The Congresses leased 1,000 square feet next to Snyderman Shoes and pledged the boat-and-bike-rental business for a $25,000 loan. At the time, First Independence Bank had opened a branch on the island and was eager to lend money to entrepreneurs. Scot Congress laughs when he recalls the collateral his family put up for the loan: 50 bicycles and nine sailboats "That stuff was a pile of junk," he chuckles.

As development on the island took off, so did the Congress' business. By 1990, the Congresses needed to hire their own goldsmiths because their suppliers couldn't keep up with them. They developed a popular line of unique jewelry called Sealife by Congress, which are pendants and earrings with replicas of Sanibel shells and sea creatures.

At the height of Sanibel's economic boom in 1990, about 20,000 people would come through the Sanibel store each month. But in the years that followed, traffic started to slow as the resorts and condos built in the 1970s and early 1980s started to show their age and island leaders put a lid on new development. Meanwhile, Larry Congress and his wife Dee decided to retire and pass on the business to their two sons, Scot, 42, and Doug, 38.

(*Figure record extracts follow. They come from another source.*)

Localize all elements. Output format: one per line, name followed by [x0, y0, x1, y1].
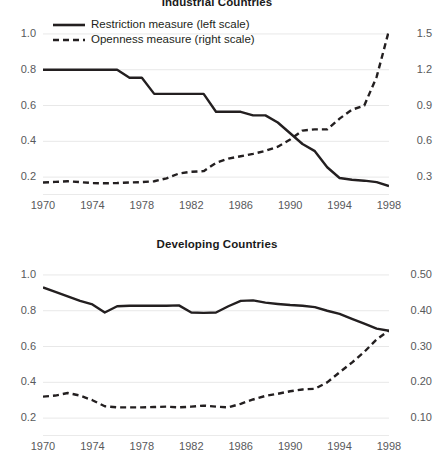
- legend-entry-restriction: Restriction measure (left scale): [52, 17, 255, 32]
- y-tick-label-left: 0.2: [8, 171, 36, 182]
- x-tick-label: 1982: [167, 441, 215, 452]
- x-axis-developing: 19701974197819821986199019941998: [0, 441, 434, 457]
- restriction-line: [43, 287, 389, 330]
- y-tick-label-left: 0.4: [8, 376, 36, 387]
- openness-line: [43, 330, 389, 407]
- y-tick-label-left: 0.2: [8, 412, 36, 423]
- y-tick-label-right: 0.30: [396, 341, 432, 352]
- x-tick-label: 1994: [316, 441, 364, 452]
- y-tick-label-right: 0.3: [396, 171, 432, 182]
- restriction-line: [43, 70, 389, 186]
- y-tick-label-left: 1.0: [8, 28, 36, 39]
- plot-svg-developing: [43, 266, 389, 436]
- y-tick-label-left: 0.4: [8, 135, 36, 146]
- x-tick-label: 1982: [167, 200, 215, 211]
- x-tick-label: 1986: [217, 441, 265, 452]
- plot-area-industrial: [43, 25, 389, 195]
- plot-area-developing: [43, 266, 389, 436]
- y-tick-label-right: 0.50: [396, 269, 432, 280]
- legend-entry-openness: Openness measure (right scale): [52, 32, 255, 47]
- x-tick-label: 1998: [365, 441, 413, 452]
- y-tick-label-right: 0.10: [396, 412, 432, 423]
- x-tick-label: 1978: [118, 441, 166, 452]
- dashed-line-swatch-icon: [52, 35, 86, 45]
- legend-label-restriction: Restriction measure (left scale): [91, 18, 250, 31]
- chart-title-developing: Developing Countries: [0, 238, 434, 250]
- x-axis-industrial: 19701974197819821986199019941998: [0, 200, 434, 216]
- y-tick-label-right: 1.5: [396, 28, 432, 39]
- x-tick-label: 1994: [316, 200, 364, 211]
- y-tick-label-left: 0.6: [8, 100, 36, 111]
- openness-line: [43, 30, 389, 183]
- y-tick-label-left: 0.6: [8, 341, 36, 352]
- y-tick-label-left: 0.8: [8, 305, 36, 316]
- y-tick-label-right: 0.20: [396, 376, 432, 387]
- x-tick-label: 1978: [118, 200, 166, 211]
- solid-line-swatch-icon: [52, 20, 86, 30]
- legend-label-openness: Openness measure (right scale): [91, 33, 255, 46]
- y-tick-label-right: 0.9: [396, 100, 432, 111]
- y-tick-label-left: 1.0: [8, 269, 36, 280]
- x-tick-label: 1998: [365, 200, 413, 211]
- y-tick-label-right: 0.40: [396, 305, 432, 316]
- x-tick-label: 1990: [266, 441, 314, 452]
- figure-root: Industrial Countries 1.00.80.60.40.2 1.5…: [0, 0, 434, 470]
- chart-title-industrial: Industrial Countries: [0, 0, 434, 8]
- chart-legend: Restriction measure (left scale) Opennes…: [52, 17, 255, 47]
- x-tick-label: 1990: [266, 200, 314, 211]
- x-tick-label: 1970: [19, 441, 67, 452]
- chart-panel-developing: Developing Countries 1.00.80.60.40.2 0.5…: [0, 228, 434, 470]
- y-tick-label-right: 0.6: [396, 135, 432, 146]
- y-tick-label-right: 1.2: [396, 64, 432, 75]
- plot-svg-industrial: [43, 25, 389, 195]
- x-tick-label: 1974: [68, 441, 116, 452]
- y-tick-label-left: 0.8: [8, 64, 36, 75]
- chart-panel-industrial: Industrial Countries 1.00.80.60.40.2 1.5…: [0, 0, 434, 228]
- x-tick-label: 1974: [68, 200, 116, 211]
- x-tick-label: 1986: [217, 200, 265, 211]
- x-tick-label: 1970: [19, 200, 67, 211]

So the brothers opened up a second store in fast-growing Bonita Springs. "We were able to save up a lot of money from the Sanibel years, and that helped with the Bonita store," says Doug Congress.

The success of the Bonita Springs store led them to open another one in Key West in 2001 and another in downtown Naples in 2003. They are currently planning their fifth store at Coastland Mall in Naples; it's scheduled to open in October.

Although the Congress brothers decline to talk about the company's finances, they said they are financing their expansion with the help of loans from AmSouth Bank.